Answers amended from this prior poll based on other mixed people whining about reverse racism and a significant amount of very confused Turkish people 🙏🏽
If you’re mixed choose what feels right to you I’m not here to do phrenology or paper bag test you but don’t make it my problem either.
Reblog and share for wider sample size! More polls related in reblogs!
was watching idk watch the video by philosynoir about the racialization of pit bulls and saw this discussion happening in the comments
this is such a perfect example of something I am often trying to articulate to people--the more blunt and violent expressions of people's beliefs in eugenics and race science are often revealed in how they discuss domesticated animals.
you will hear people talk about "pure breeding" or about personality being genetic or openly and uncritically advocating for "mercy killing" as the solution to disability, etc.
these beliefs do not stay contained to conversations on other animals. if you believe this is how life works & buy into these forms of bioessentialist genetic valuation, and you understand humans are also living beings, then you will apply these things to humans too.
one cannot believe in eugenics in one area and have it stay there. it always becomes the "common sense" applied to all sorts of areas of life, from the interpersonal to the international.
They say they wish they looked like you (a Chinese immigrant in a white-dominant, english-speaking country) while posting a picture of a Korean person. They say they wish they were Asian when obviously referring to specifically Japanese people. They say I'm only smart and got good grades because I'm Chinese and that's unfair.
They claim to love my culture's food but they hate on "americanized" Chinese food because it's "not authentic" when it's the Chinese diaspora who migrated to the US who developed it in order make a living in a white-dominant world. They view the things made by my people as "cheap" (poorly made with low-quality materials) and deceptive. They even view us — real thinking, feeling people — the same way.
They complain about Chinese immigrants forming their own communities for not learning more English and interacting more with white folks. They never talk about the Chinese diaspora who are assaulted and killed in the white-dominant country they live in, in the very cities they live in. They don't even know about it, or if they do, they will deny that it was motivated by racism at all. They refuse to learn about the history of sinophobia in the country they live in. They may not even know it exists.
They uncritically believe and regurgitate propaganda about my brothers and sisters in Mainland China right in front of me. They insist it's just the government they hate. They join a big Chinese social media platform for the first time when their own could be getting banned, and they admit — only now — do they finally see Chinese people as real humans like them. I'm going to throw up...
The white people in my life have tried to convince me that sinophobia isn't real. And I honestly believed it when I was little, which only served to put me in more danger. Do better.
"Of course, people at the time felt a range of anxieties about abolition. Slave owners worried about their plantations, and the profits that the labor camps wrought. White overseers feared joblessness. Both feared the loss of superiority. Some Black people had reservations about how they'd sustain themselves without the steady, yet violent, income from their owners. Police abolition triggers similar anxieties today: moral, economic, and otherwise. But if abolitionists had waited to convince every single person that freedom was worth the pursuit, Black people might still be on plantations. Slavery's violence and oppression was riskier than Black people's plans, imagination, and will to be free. So they held the uncertainty in their bellies and started planning. Some started running. Rather than waiting for comforting answers to every potential harm ahead of us, let's plan. Run. Dream. Experiment. And continue to organize, imagine, and transform this society toward freedom and justice without police and violence."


→ **Exercise objective**
Render every line of the data exactly as written, and leave out the pictures.

[[ Stored data open ]]

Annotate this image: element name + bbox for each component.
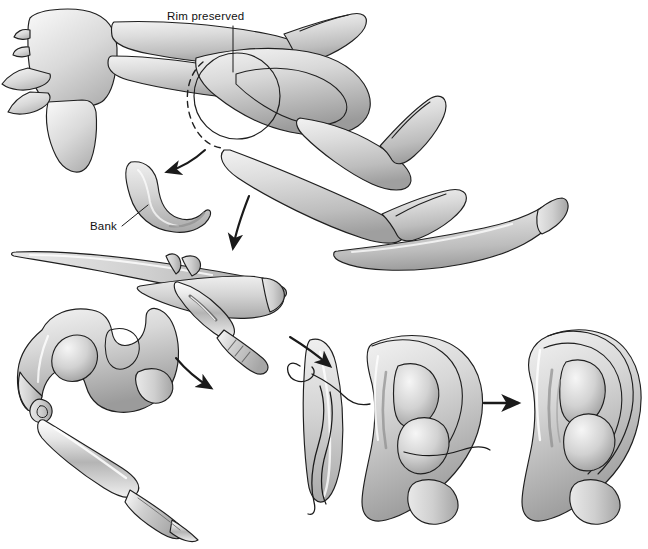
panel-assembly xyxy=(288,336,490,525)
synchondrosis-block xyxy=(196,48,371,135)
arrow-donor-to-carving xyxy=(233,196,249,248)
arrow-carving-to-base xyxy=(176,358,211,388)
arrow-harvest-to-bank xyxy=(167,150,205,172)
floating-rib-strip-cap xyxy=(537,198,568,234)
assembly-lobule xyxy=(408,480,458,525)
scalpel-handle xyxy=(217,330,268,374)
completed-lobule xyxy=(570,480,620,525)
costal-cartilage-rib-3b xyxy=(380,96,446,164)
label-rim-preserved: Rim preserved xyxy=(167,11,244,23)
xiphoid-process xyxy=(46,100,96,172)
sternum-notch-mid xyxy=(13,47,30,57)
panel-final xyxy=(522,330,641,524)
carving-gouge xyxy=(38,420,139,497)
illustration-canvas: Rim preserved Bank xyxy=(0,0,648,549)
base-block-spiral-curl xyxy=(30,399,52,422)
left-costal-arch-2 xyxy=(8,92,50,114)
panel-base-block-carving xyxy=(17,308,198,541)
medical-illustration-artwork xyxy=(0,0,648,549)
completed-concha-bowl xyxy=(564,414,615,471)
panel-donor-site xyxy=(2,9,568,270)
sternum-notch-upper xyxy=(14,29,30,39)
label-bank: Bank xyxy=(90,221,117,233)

[[ Stored data closed ]]

→ **Answer box**
Annotate this image: element name + bbox for each component.
panel-assembly xyxy=(288,336,490,525)
synchondrosis-block xyxy=(196,48,371,135)
arrow-donor-to-carving xyxy=(233,196,249,248)
arrow-carving-to-base xyxy=(176,358,211,388)
arrow-harvest-to-bank xyxy=(167,150,205,172)
floating-rib-strip-cap xyxy=(537,198,568,234)
assembly-lobule xyxy=(408,480,458,525)
scalpel-handle xyxy=(217,330,268,374)
completed-lobule xyxy=(570,480,620,525)
costal-cartilage-rib-3b xyxy=(380,96,446,164)
label-rim-preserved: Rim preserved xyxy=(167,11,244,23)
xiphoid-process xyxy=(46,100,96,172)
sternum-notch-mid xyxy=(13,47,30,57)
panel-final xyxy=(522,330,641,524)
carving-gouge xyxy=(38,420,139,497)
illustration-canvas: Rim preserved Bank xyxy=(0,0,648,549)
base-block-spiral-curl xyxy=(30,399,52,422)
left-costal-arch-2 xyxy=(8,92,50,114)
panel-base-block-carving xyxy=(17,308,198,541)
medical-illustration-artwork xyxy=(0,0,648,549)
completed-concha-bowl xyxy=(564,414,615,471)
panel-donor-site xyxy=(2,9,568,270)
sternum-notch-upper xyxy=(14,29,30,39)
label-bank: Bank xyxy=(90,221,117,233)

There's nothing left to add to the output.